Labour Party’s 2023 presidential candidate, Peter Obi, has countered World Trade Organization (WTO) Director-General Ngozi Okonjo-Iweala’s assertion that Nigeria’s economy has stabilised under President Bola Tinubu, citing sharp declines in foreign investment as evidence to the contrary.
Okonjo-Iweala, speaking to State House correspondents on Thursday after a courtesy visit to President Tinubu, said the administration’s reforms were “moving in the right direction” and had helped steady the economy.
However, in a post on X on Friday, Obi argued that recent economic indicators paint a different picture. He pointed to data from the National Bureau of Statistics (NBS) showing that Foreign Direct Investment (FDI) into Nigeria dropped by nearly 70% in the first quarter of 2025, falling to $126.29 million from $421.8 million recorded in the last quarter of 2024.

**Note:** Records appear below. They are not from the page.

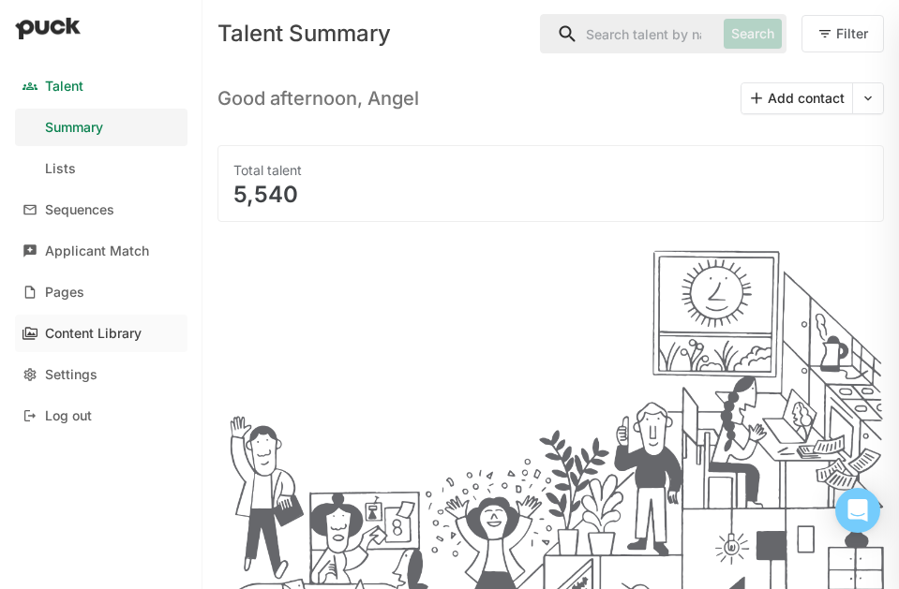 The width and height of the screenshot is (899, 589). I want to click on a: Summary, so click(101, 127).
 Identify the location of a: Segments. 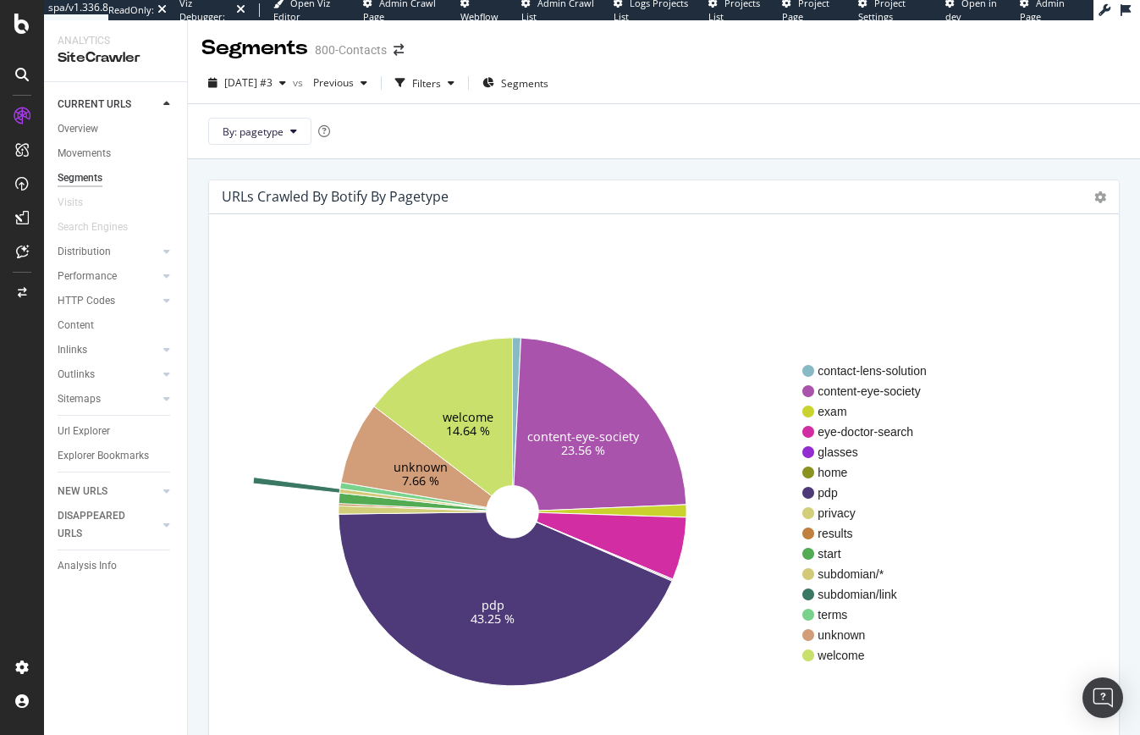
(116, 178).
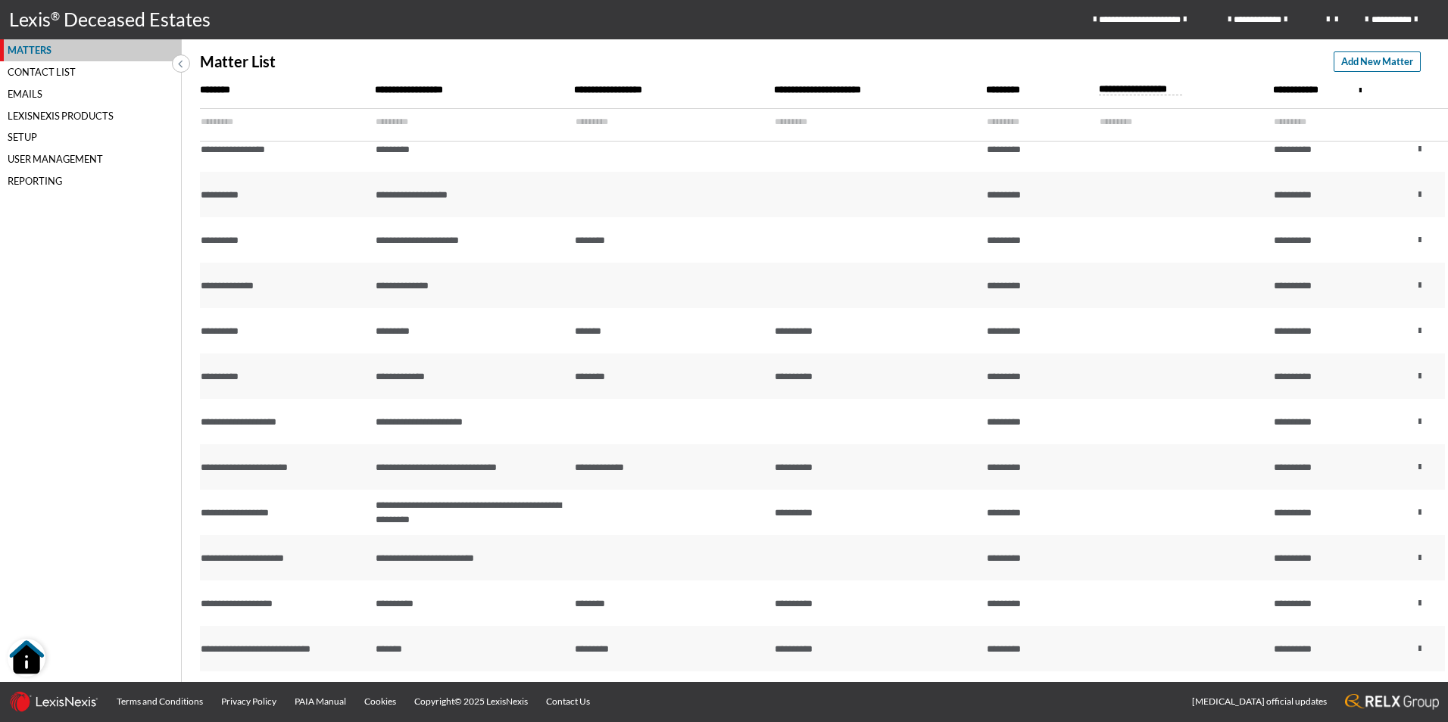 This screenshot has width=1448, height=722. What do you see at coordinates (1377, 61) in the screenshot?
I see `button: Add New Matter` at bounding box center [1377, 61].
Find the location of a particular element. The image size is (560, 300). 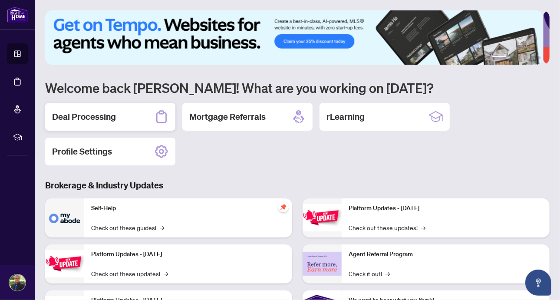

img: Agent Referral Program is located at coordinates (322, 264).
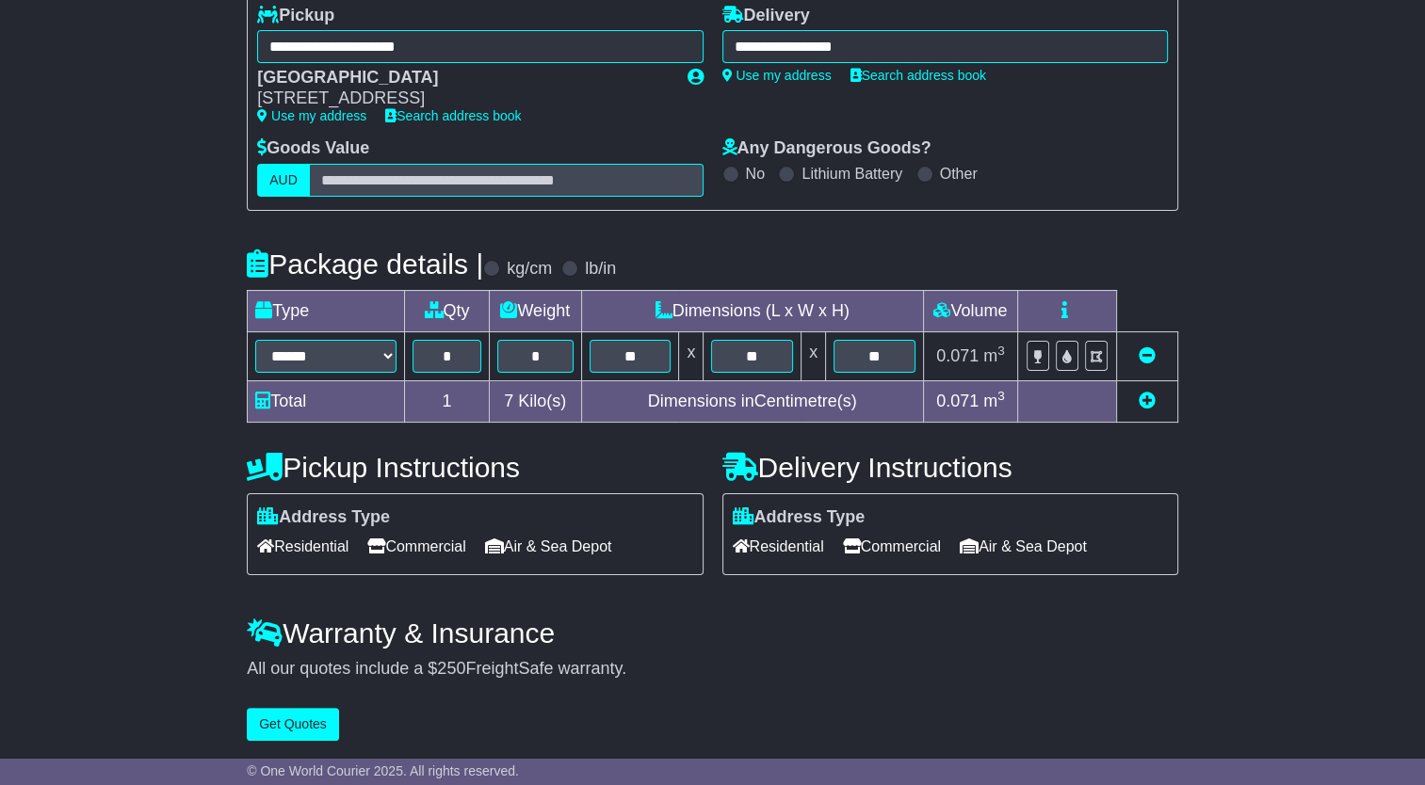  Describe the element at coordinates (326, 401) in the screenshot. I see `td: Total` at that location.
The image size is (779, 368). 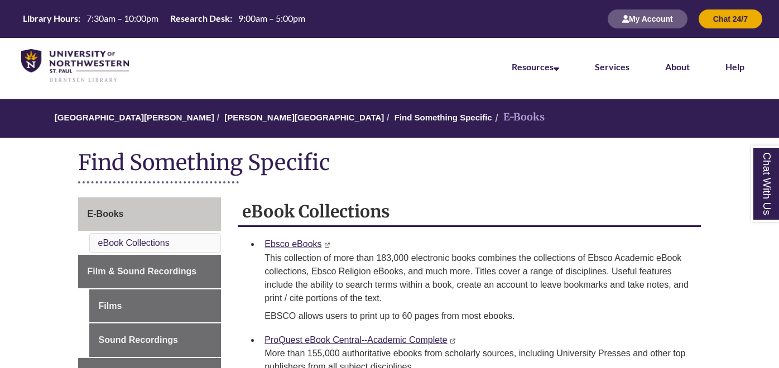 What do you see at coordinates (730, 18) in the screenshot?
I see `a: Chat 24/7` at bounding box center [730, 18].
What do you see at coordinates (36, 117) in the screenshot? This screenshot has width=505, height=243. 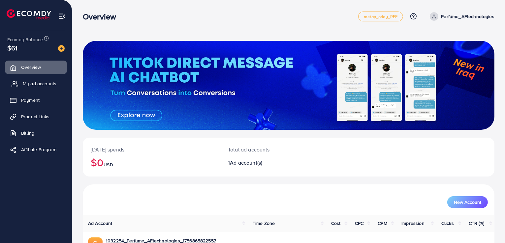 I see `a: Product Links` at bounding box center [36, 117].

According to Obi, of the $5.64 billion total capital importation in Q1 2025, FDI accounted for just 2.24%, compared to 8.2% in Q4 2024, with about 90% of inflows going into speculative money market instruments that contribute little to industrial growth or job creation.
He also noted a 32.1% fall in capital inflows to the manufacturing sector and contrasted Nigeria’s poor performance with the rest of Africa, which attracted $97 billion in FDI in 2024. This is a 75% increase from the previous year. Egypt led the continent with $46.58 billion, while Nigeria drew only $1.08 billion, representing a 42% drop from 2023 and just 1% of Africa’s total inflows.
“With such poor governance indicators and ineffective leadership, no amount of international travel or investment summits will bring sustainable foreign investment,” Obi said. “The numbers do not support the claim that our economy is stabilising.”